Does Lender Processing Services Deserve the Corporate Death Penalty?

Before we begin our Sermon this Sunday, a bit of history:

Think back to the giant fraud that was Enron. It was enabled — indeed, it was only possible — by the criminal behavior of their “Big Five” accounting firm, Arthur Andersen. This massive fraud perpetrated on the investing public was only possible due to the cooperation and active participation of their accountant, who were found guilty of “obstructing justice when it destroyed Enron Corp. documents while on notice of a federal investigation” charges. For this sin relating to their handling of Enron’s audits, Arthur Anderson was forced to “decertify,” voluntarily surrendering their license to be Certified Public Accountants in the United States. By voluntary, we mean they had no other choice.

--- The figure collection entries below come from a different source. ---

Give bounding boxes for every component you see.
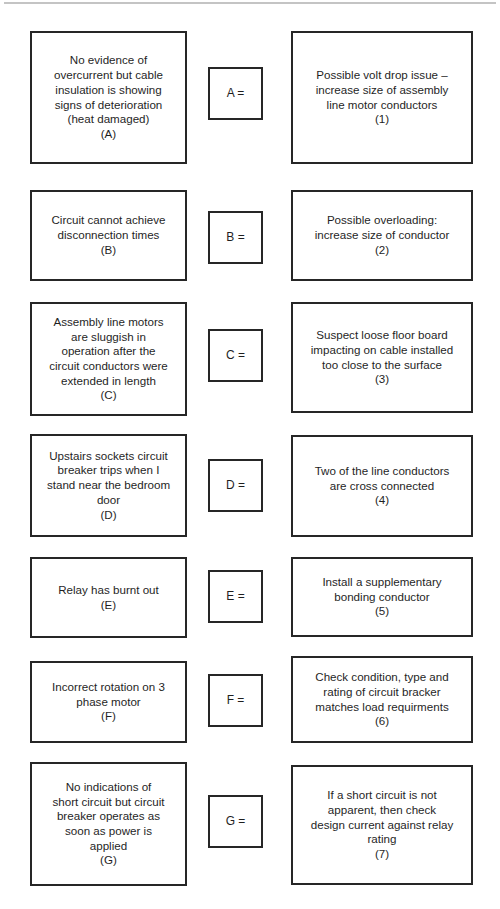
answer-box-f[interactable]: F = — [208, 674, 263, 727]
symptom-text-d: Upstairs sockets circuit breaker trips w… — [47, 449, 170, 523]
remedy-box-1[interactable]: Possible volt drop issue – increase size… — [291, 31, 473, 164]
remedy-box-3[interactable]: Suspect loose floor board impacting on c… — [291, 302, 473, 413]
remedy-box-6[interactable]: Check condition, type and rating of circ… — [291, 656, 473, 743]
answer-box-b[interactable]: B = — [208, 211, 263, 264]
top-divider-rule — [4, 2, 496, 4]
answer-label-a: A = — [227, 86, 245, 101]
symptom-box-e[interactable]: Relay has burnt out (E) — [30, 557, 187, 638]
answer-label-g: G = — [226, 814, 246, 829]
answer-label-d: D = — [226, 478, 245, 493]
symptom-text-a: No evidence of overcurrent but cable ins… — [54, 53, 163, 141]
answer-box-a[interactable]: A = — [208, 67, 263, 120]
remedy-text-4: Two of the line conductors are cross con… — [315, 464, 450, 508]
symptom-text-c: Assembly line motors are sluggish in ope… — [49, 315, 168, 403]
remedy-text-3: Suspect loose floor board impacting on c… — [311, 328, 453, 387]
remedy-text-7: If a short circuit is not apparent, then… — [311, 788, 453, 862]
remedy-box-5[interactable]: Install a supplementary bonding conducto… — [291, 557, 473, 637]
symptom-text-g: No indications of short circuit but circ… — [52, 780, 164, 868]
remedy-box-7[interactable]: If a short circuit is not apparent, then… — [291, 765, 473, 885]
answer-box-c[interactable]: C = — [208, 329, 263, 382]
symptom-box-b[interactable]: Circuit cannot achieve disconnection tim… — [30, 190, 187, 281]
symptom-box-f[interactable]: Incorrect rotation on 3 phase motor (F) — [30, 661, 187, 743]
remedy-text-6: Check condition, type and rating of circ… — [315, 670, 448, 729]
remedy-text-5: Install a supplementary bonding conducto… — [322, 575, 441, 619]
answer-box-d[interactable]: D = — [208, 459, 263, 512]
remedy-text-2: Possible overloading: increase size of c… — [315, 213, 450, 257]
symptom-text-e: Relay has burnt out (E) — [58, 583, 159, 612]
answer-label-f: F = — [227, 693, 245, 708]
answer-label-b: B = — [226, 230, 244, 245]
answer-label-e: E = — [226, 589, 244, 604]
remedy-text-1: Possible volt drop issue – increase size… — [316, 68, 449, 127]
answer-box-g[interactable]: G = — [208, 795, 263, 848]
answer-box-e[interactable]: E = — [208, 570, 263, 623]
symptom-box-g[interactable]: No indications of short circuit but circ… — [30, 762, 187, 886]
symptom-box-c[interactable]: Assembly line motors are sluggish in ope… — [30, 302, 187, 416]
symptom-box-d[interactable]: Upstairs sockets circuit breaker trips w… — [30, 434, 187, 537]
remedy-box-4[interactable]: Two of the line conductors are cross con… — [291, 435, 473, 537]
symptom-text-b: Circuit cannot achieve disconnection tim… — [51, 213, 165, 257]
symptom-box-a[interactable]: No evidence of overcurrent but cable ins… — [30, 31, 187, 164]
answer-label-c: C = — [226, 348, 245, 363]
symptom-text-f: Incorrect rotation on 3 phase motor (F) — [52, 680, 165, 724]
remedy-box-2[interactable]: Possible overloading: increase size of c… — [291, 190, 473, 281]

Hence, for their complicity in the Enron scandal, Arthur Anderson was taken out back like Old Yeller and put down. Their senior officers and accountants scattered to the other major firms with their clients in tow. Even their consulting firm, Accenture, luckily lost the name Arthur Andersen Consulting in 2000, removed all visible signs of affiliation.

Once Andersen was de-certified from Accountancy,  AA was no more.

Today, we have what appears to be a parallel fraud: The processing of foreclosure documents by legal services giant Lender Processing Services. Thanks to the diligent worh of Attorneys General in states such as Nevada, New York, Delaware, California (but not Florida), we are starting to learn the extent of what took place under the auspices of LPS:

•  former L.P.S. employee who worked in “attorney management,” overseeing firms that performed legal work for foreclosures, told Nevada investigators that L.P.S. required him to resolve issues raised by the firms at a rate of 30 foreclosure files every hour (2 minutes per)

• Former workers described their work as “surrogate signers.” Their job was to forge signatures on documents.

• Other employees were hired through temp agencies, paid $11 an hour and told that her job was “to sign somebody else’s signature on documents,” the lawsuit said. Investigators were informed she signed roughly 2,000 documents a day for months — well over 100,000 foreclosure docs.

• Notarization was similarly dishonest, with workers notarizing documents (as a Notary) that they had fraudulently signed as a surrogate.

• Borrowers were confronted with documents containing “false assertions about which entity was authorized to foreclose, and false assertions about whether the consumer was delinquent on a loan payment.”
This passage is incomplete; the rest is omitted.